Talbot Family Network is collaborating with the Academy Art Museum for the upcoming session of Conversations on Race, a program that brings together interested community members for thoughtful and productive dialogue about the impact of race on their lives and in our community. Each monthly session has a new theme, allowing first time and returning participants to take part in the facilitated discussion. For the Thursday, December 1, 2022 session, art will be used as a lens through which participants can explore and share their perspectives and experiences.
“This is a community of practice project,” explains Nancy Andrew, Talbot Family Network executive director. “Communities of practice are about groups of people who share a concern or passion for something learning how to do it better by interacting together. The aim is to support collective learning by practicing how to talk about race in ways that are respectful and useful.”
Conversations on Race is open to any interested community member. Sessions run from 5:30-7:30pm with a light meal and refreshments provided. Advance registration is required at https://tinyurl.com/CORDec2022 or by emailing [email protected]. The Academy Art Museum is located at 106 South Street in Easton.
“We’re honored to partner with the Talbot Family Network on their important and necessary initiative Conversations on Race,” says Academy Art Museum director Sarah Jesse.“There are so few public spaces where diverse groups of people can engage in productive civic dialogue. The Academy Art Museum is one of them.” Session participants will discover how looking closely and critically at contemporary art can foster reflection, shift perceptions, and humanize difference.
Talbot Family Network is the Local Management Board (LMB) for Talbot County. LMBs are community-based organizations serving all 23 counties in Maryland, and Baltimore City, focused on improving outcomes for Maryland’s children and their families. They were created to promote improved, coordinated local decision-making that focuses on results and accountability. The premise was, and continues to be, that health, education, economic, and social outcomes are more likely to be improved if decisions about programs and strategies are made by local jurisdictions with the funding, support, guidelines, and accountability managed by the State. In 2021, under Governor Larry Hogan, the Maryland Children’s Cabinet directed LMBs to address racial and ethnic disparities in all of their programs and to incorporate into their collective work strategies that create more racially equitable organizations and partnerships.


■ **TASK DETAILS**
Your task is to copy every line of the records below that contains "xyxy".

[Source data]

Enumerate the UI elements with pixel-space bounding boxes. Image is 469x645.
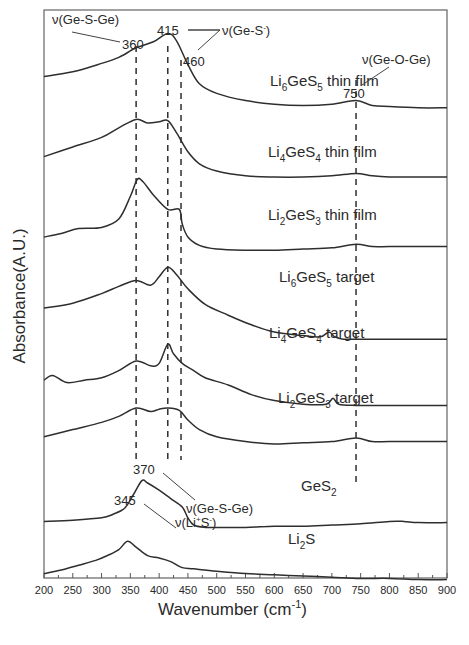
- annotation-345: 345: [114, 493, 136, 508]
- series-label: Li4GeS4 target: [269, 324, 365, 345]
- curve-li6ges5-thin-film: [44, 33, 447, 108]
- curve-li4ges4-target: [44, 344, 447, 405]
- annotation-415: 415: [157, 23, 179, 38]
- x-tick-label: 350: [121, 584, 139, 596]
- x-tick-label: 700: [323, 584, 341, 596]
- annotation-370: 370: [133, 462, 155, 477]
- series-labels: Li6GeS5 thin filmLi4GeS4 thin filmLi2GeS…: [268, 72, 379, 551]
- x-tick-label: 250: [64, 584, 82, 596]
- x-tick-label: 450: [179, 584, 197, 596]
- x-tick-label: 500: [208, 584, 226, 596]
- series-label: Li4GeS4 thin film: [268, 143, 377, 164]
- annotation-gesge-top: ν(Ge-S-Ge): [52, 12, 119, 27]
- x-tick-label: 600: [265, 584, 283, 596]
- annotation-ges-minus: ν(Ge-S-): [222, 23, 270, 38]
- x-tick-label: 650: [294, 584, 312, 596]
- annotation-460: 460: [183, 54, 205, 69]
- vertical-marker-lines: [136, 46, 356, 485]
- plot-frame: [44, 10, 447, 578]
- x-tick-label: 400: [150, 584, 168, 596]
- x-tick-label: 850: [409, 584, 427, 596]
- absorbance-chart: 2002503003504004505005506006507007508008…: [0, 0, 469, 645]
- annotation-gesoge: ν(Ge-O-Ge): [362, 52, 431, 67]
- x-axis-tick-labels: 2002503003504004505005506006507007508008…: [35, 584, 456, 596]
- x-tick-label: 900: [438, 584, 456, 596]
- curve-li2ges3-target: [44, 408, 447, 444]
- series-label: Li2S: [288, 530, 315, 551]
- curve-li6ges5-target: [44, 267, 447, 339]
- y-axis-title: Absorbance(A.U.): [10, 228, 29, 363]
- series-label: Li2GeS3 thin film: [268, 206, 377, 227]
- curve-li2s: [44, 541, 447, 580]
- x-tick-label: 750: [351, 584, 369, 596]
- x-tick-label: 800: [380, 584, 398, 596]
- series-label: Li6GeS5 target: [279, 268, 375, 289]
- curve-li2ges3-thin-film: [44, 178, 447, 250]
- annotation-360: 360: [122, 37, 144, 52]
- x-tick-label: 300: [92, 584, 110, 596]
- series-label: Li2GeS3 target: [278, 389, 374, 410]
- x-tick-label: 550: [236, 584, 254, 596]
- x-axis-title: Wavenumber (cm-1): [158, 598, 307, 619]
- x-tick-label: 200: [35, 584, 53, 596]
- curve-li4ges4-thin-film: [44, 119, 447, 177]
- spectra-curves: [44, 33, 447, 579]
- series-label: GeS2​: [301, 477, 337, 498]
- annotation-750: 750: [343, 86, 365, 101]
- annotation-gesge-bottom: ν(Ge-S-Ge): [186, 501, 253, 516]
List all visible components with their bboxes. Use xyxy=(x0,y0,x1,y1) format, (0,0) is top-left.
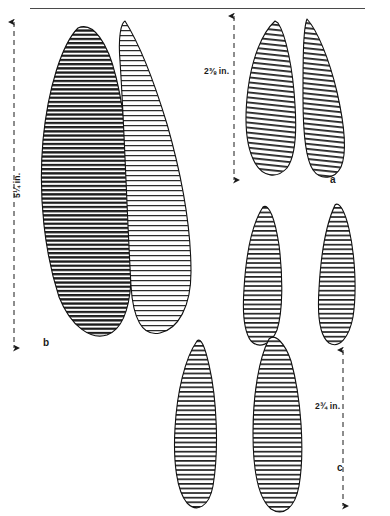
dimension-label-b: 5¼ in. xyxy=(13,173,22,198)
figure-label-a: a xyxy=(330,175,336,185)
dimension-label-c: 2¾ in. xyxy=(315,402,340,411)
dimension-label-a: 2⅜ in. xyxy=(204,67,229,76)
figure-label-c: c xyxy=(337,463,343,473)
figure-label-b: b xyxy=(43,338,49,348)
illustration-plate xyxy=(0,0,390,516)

■ **EXERCISE RESPONSE**
List all visible components with their bboxes. Use xyxy=(x0,y0,x1,y1) format, (0,0) is top-left.
dimension-label-b: 5¼ in. xyxy=(13,173,22,198)
figure-label-a: a xyxy=(330,175,336,185)
dimension-label-c: 2¾ in. xyxy=(315,402,340,411)
dimension-label-a: 2⅜ in. xyxy=(204,67,229,76)
figure-label-c: c xyxy=(337,463,343,473)
figure-label-b: b xyxy=(43,338,49,348)
illustration-plate xyxy=(0,0,390,516)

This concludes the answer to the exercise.